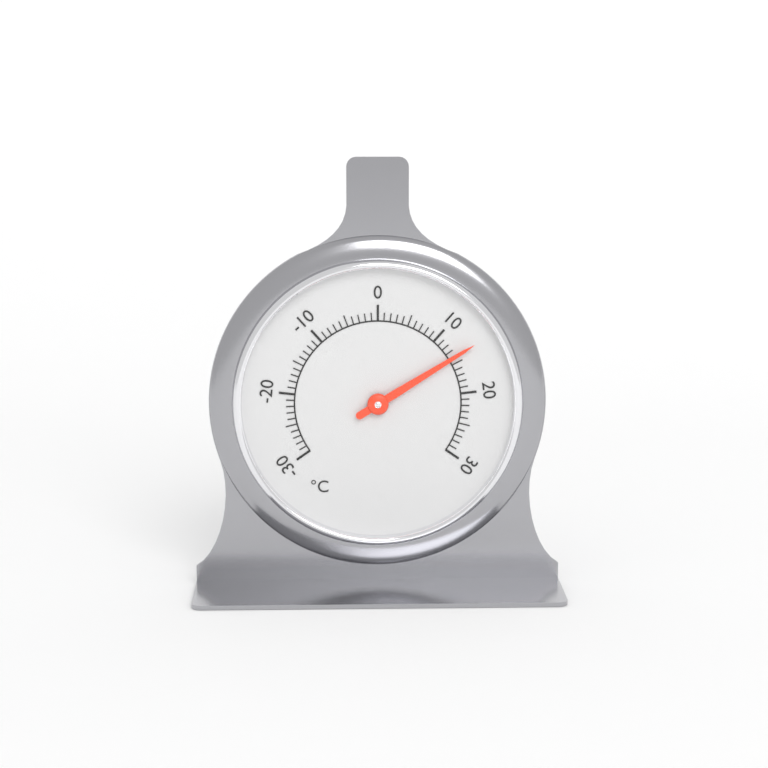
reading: 14 °C
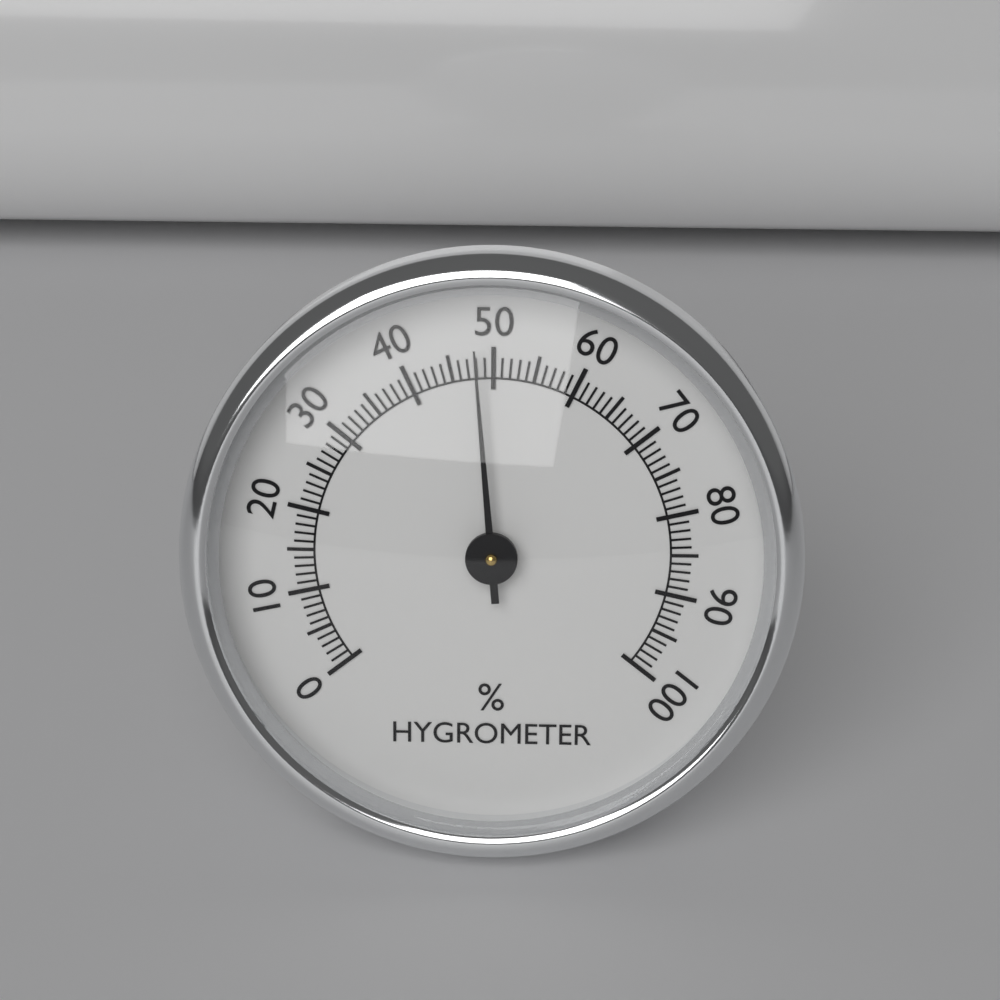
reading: 48 %
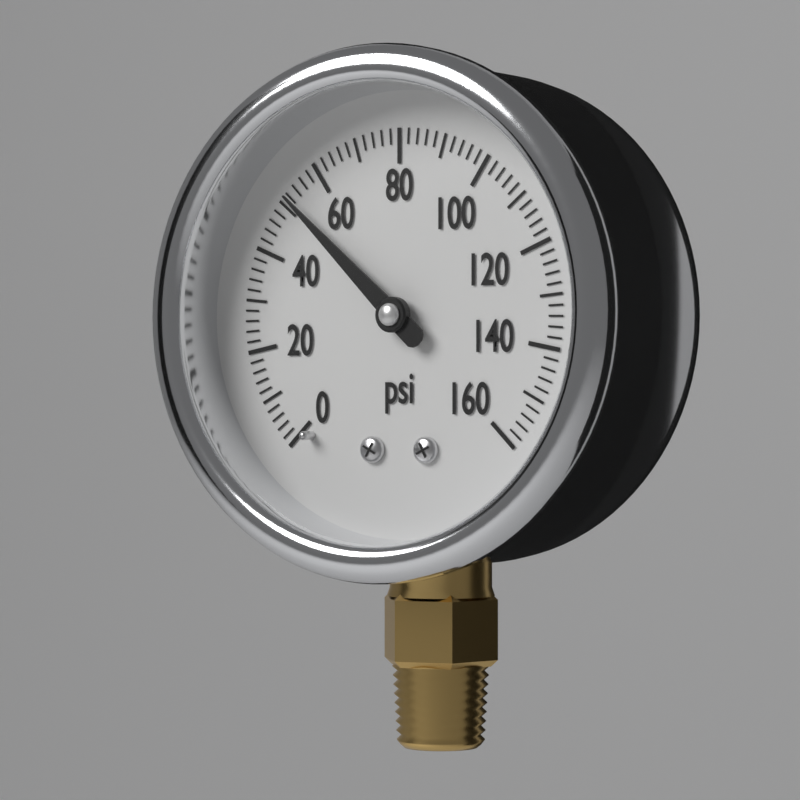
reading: 52 psi
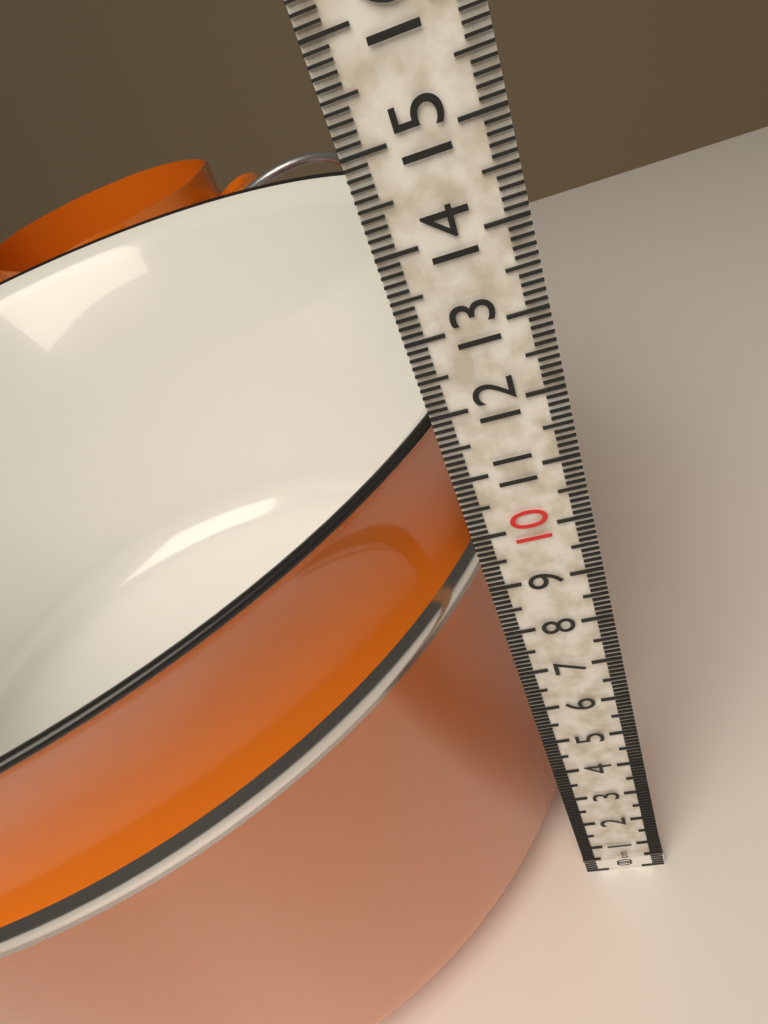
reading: 11.8 cm
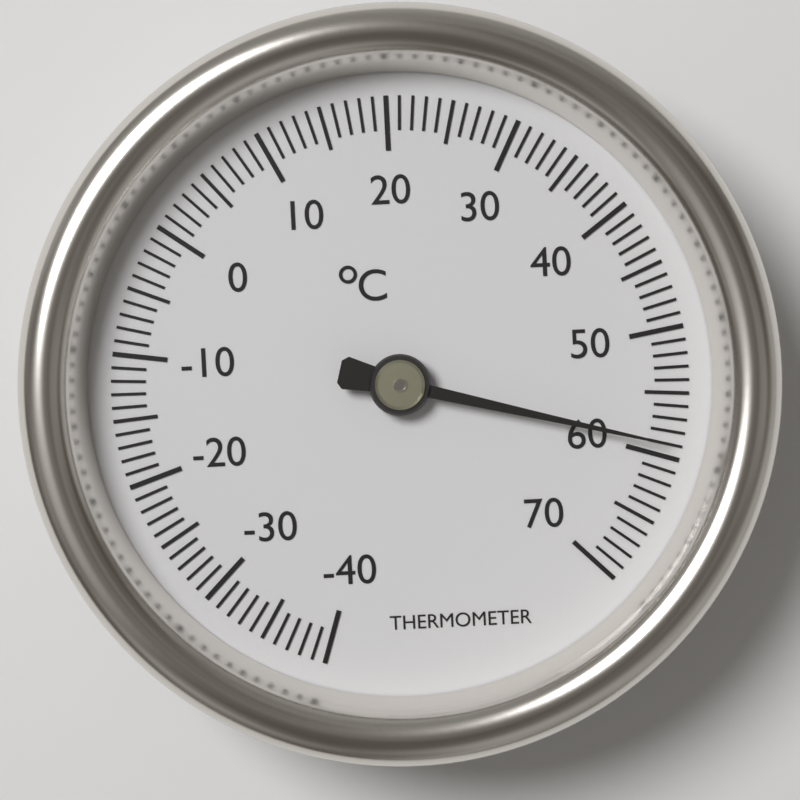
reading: 59 °C
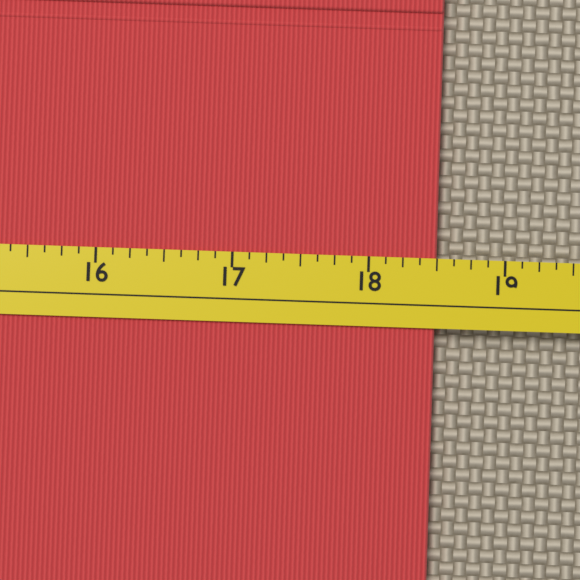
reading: 18.500 (no unit)
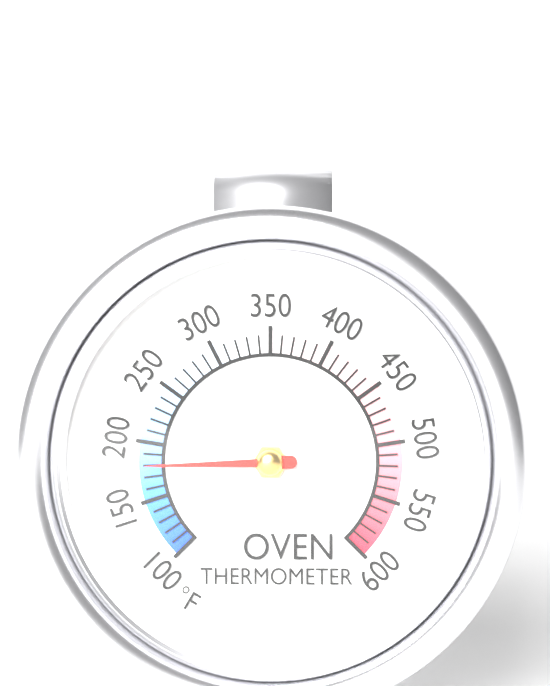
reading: 180 °F
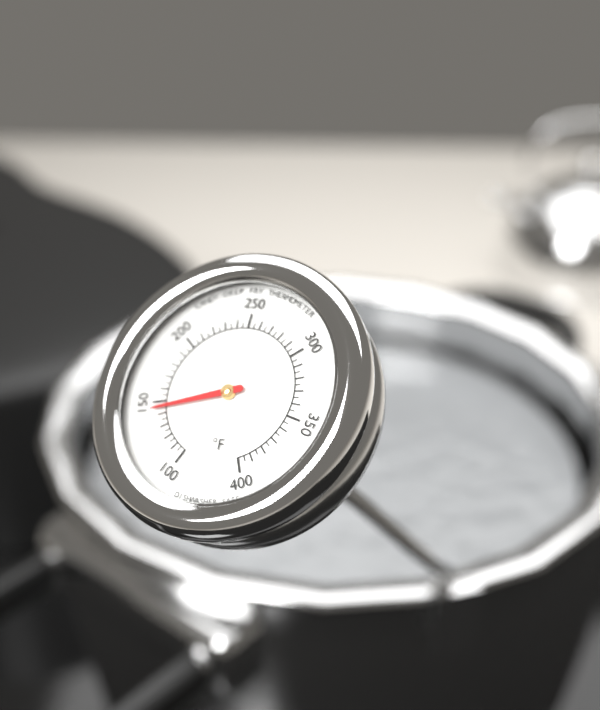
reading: 145 °F
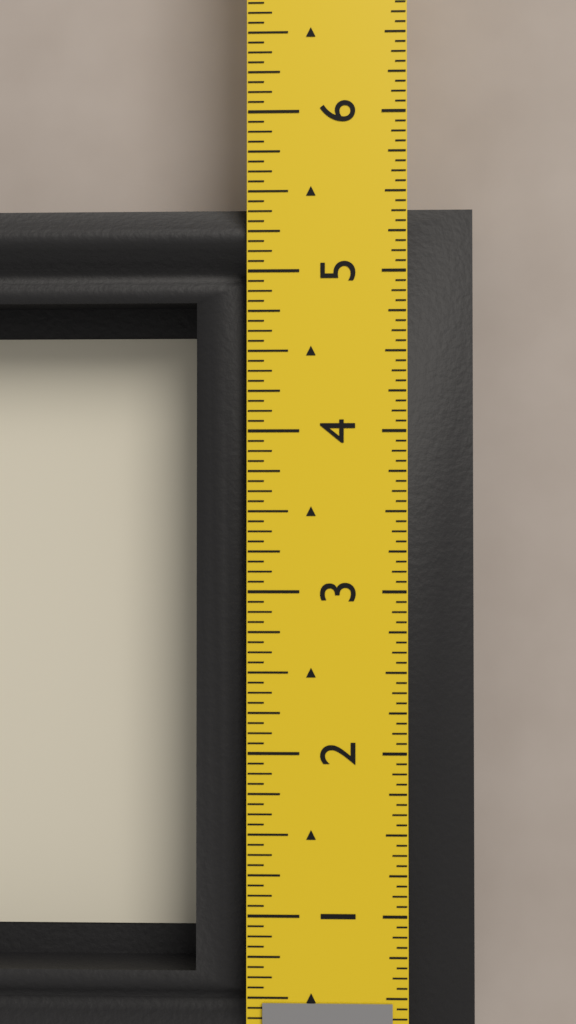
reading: 5.4375 in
================
Problem requirements. Repeat the records above exactly. No pictures go into the repeat.

Written solution.
reading: 14 °C
reading: 48 %
reading: 52 psi
reading: 11.8 cm
reading: 59 °C
reading: 18.500 (no unit)
reading: 180 °F
reading: 145 °F
reading: 5.4375 in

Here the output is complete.